When he came out to his mother after being caught with another boy, she refused to accept it and he ran away. She eventually called social services to report him as a runaway minor. He was picked up and placed in a group facility for teens with mental issues.
Haynes was determined to become a model and lying about his age, ended up dancing at a gay club in Wichita Kansas He started to perform in plays in high school as he was scoping out modeling jobs in Wichita, where scam agencies would hold ‘auditions’ for an entrance fee. Even with these missteps, Colton landed a summer modelling job in NY. Shoot for teen ‘Abercrombie & Fitch.’ was also sexually active.
Episodes of ‘acting classes’ in Hollywood that asked the performers to do naked scenes so they could ‘get comfortable with their bodies. Haynes taking phone sex jobs and industry ‘assistant’ modeling jobs.

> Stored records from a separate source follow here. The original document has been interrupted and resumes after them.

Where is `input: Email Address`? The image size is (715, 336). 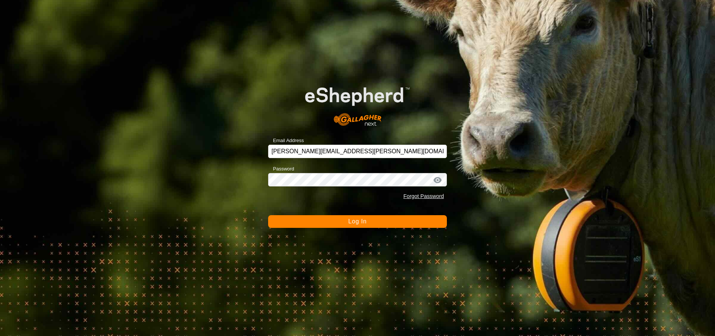
input: Email Address is located at coordinates (358, 151).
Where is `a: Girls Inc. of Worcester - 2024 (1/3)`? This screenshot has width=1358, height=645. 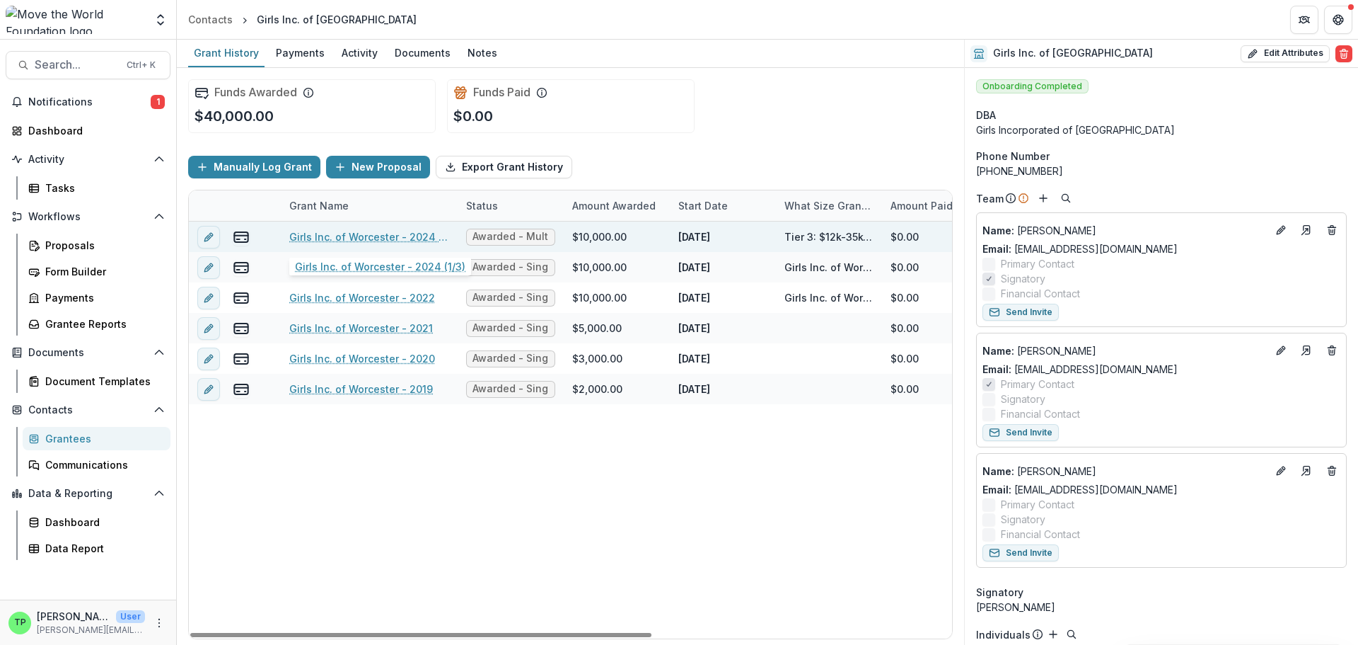 a: Girls Inc. of Worcester - 2024 (1/3) is located at coordinates (369, 236).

Still trying to make it as a model with an edge, his ‘lost boy’ of sinewy muscled ‘lost boy’ appeal, he describes not eating enough and taking Adderall which led to nonstop partying. The harrowing opening chapter of the book describes what could have been the end of the destructive road for Haynes. But he had long reconciled with his parents. And when his mother and he diagnosed with cirrhosis of the liver, he supported her and was by her side when she died in 2018. His memoir is dedicated to her.
Haynes was also becoming a social media star, with millions of fans, and was landing more commercial endorsement and making even more money. But at the height of his success, during a months-long series shoot and completely miserable living in Vancouver, he holes up in his digs, isolates from everyone, drugging and hook-up with men, but feeling more lost than ever. Haynes walked away from series television and went of a bender that almost resulted in accidental suicide.
He walked away from acting parts because of contract disputes, feeling exploited and more on principle than ego. And now Haynes is embarking on a different path with this book. In its unique structure leaving years of personal information off the page, you wonder when this successful model, actor turned GLTQ+ activist and now author will be penning a sequel.
Meanwhile, this is a fine non-fiction debut by a GLBTQ+ star advocate, so is ripe for right-wing politician for book banning hit list, which makes it a must read for GLBTQ+ youths.